Now, all these experiences are temporary – as experiences go. They will not stay, as enlightenment would. Still one may ask oneself: if life is that honeycombed with non-dual experiences, why is enlightenment actually that difficult to attain? Here I would like to briefly define what distinguishes the phenomenon ‚enlightenment’ from all these experiences. Enlightenment is not merely a prolonged experience of non-duality. Enlightenment consists of recognising non-duality for what it is: the true Self. Only with this knowledge does non-duality cease to be a passing state but turns out to be what I truly am: the same as that which everything else truly is.

Enlightenment is difficult to attain, because many continually search for this prolonged experience, which per se cannot exist.
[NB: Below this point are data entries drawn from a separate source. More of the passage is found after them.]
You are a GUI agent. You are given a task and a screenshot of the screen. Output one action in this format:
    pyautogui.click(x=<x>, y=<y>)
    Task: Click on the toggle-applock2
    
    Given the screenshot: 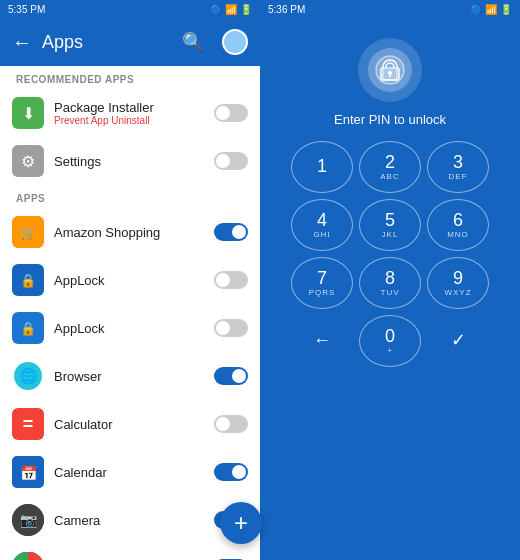 What is the action you would take?
    pyautogui.click(x=231, y=328)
Why do they look for it anyway? Because they lack the knowledge that what they are seeking is not a new experience but that which, in fact, is already the case. We just need to stop constantly overlooking it.

 

So it’s all about finding ways to go beyond our habitual interpretation of reality. If you understood the last two essays fully and can relate to the suggested exercises (reflections, meditations, experiments), your belief in separation and duality will start to weaken. Not only the reports of the enlightened, including the Vedanta scriptures, not only logic, but even our own sensuous experience gives us every reason to doubt the idea that we are in a dual reality.
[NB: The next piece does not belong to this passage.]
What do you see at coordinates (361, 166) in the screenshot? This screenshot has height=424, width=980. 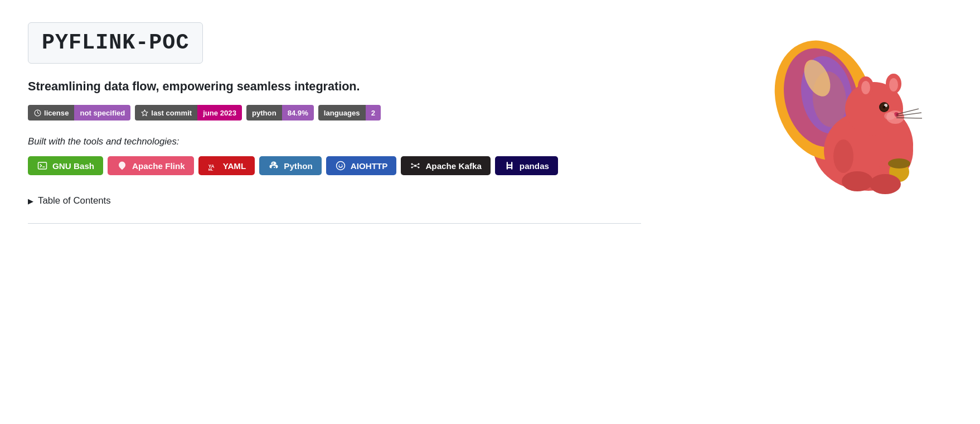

All the essays that have been published this year are aimed at least at questioning the framework of our usual perception, if not at blowing it up completely. This is necessary, however, by itself it not enough to recognise one’s own true nature. Each seeker is different, but all seekers need a certain emotional maturity that enables them to face the inevitable changes of life with calm and composure. Moreover, all seekers need the information that there is something called enlightenment, what is it all about, what helps to attain it and what does not help. In many former essays I have written about all of this (and will go on doing it).

Also, all seekers need the opportunity to clear doubts and questions that come up in their minds with a competent guide. The reflections and experiments mentioned earlier can help with it but without the help of someone who knows ‚the area‘ well, the seeker will most probably get lost.

 

Only if there is not a single doubt left clouding the knowledge of the seeker, who now actually cannot be called a seeker any more, only then he/she can walk on alone. Habitual identifications will still appear from time to time – which he, nevertheless, without any outside help can recognize as such and leave behind.

The experience of reality is the same, whether you are starting out your spiritual journey or have reached its end. But the enlightened or Self-realized one knows without a doubt that his/her generally dual perception of reality is based on non-dual reality itself. This again means that he/she knows that all concepts of separation are based on wrong interpretation, i.e. that the manifold phenomenal world consists of the same ‘non-material substance’ as he/she does.

This non-material-substance is existence-consciousness-limitlessness – in Sanskrit Sat-Chit-Ananta.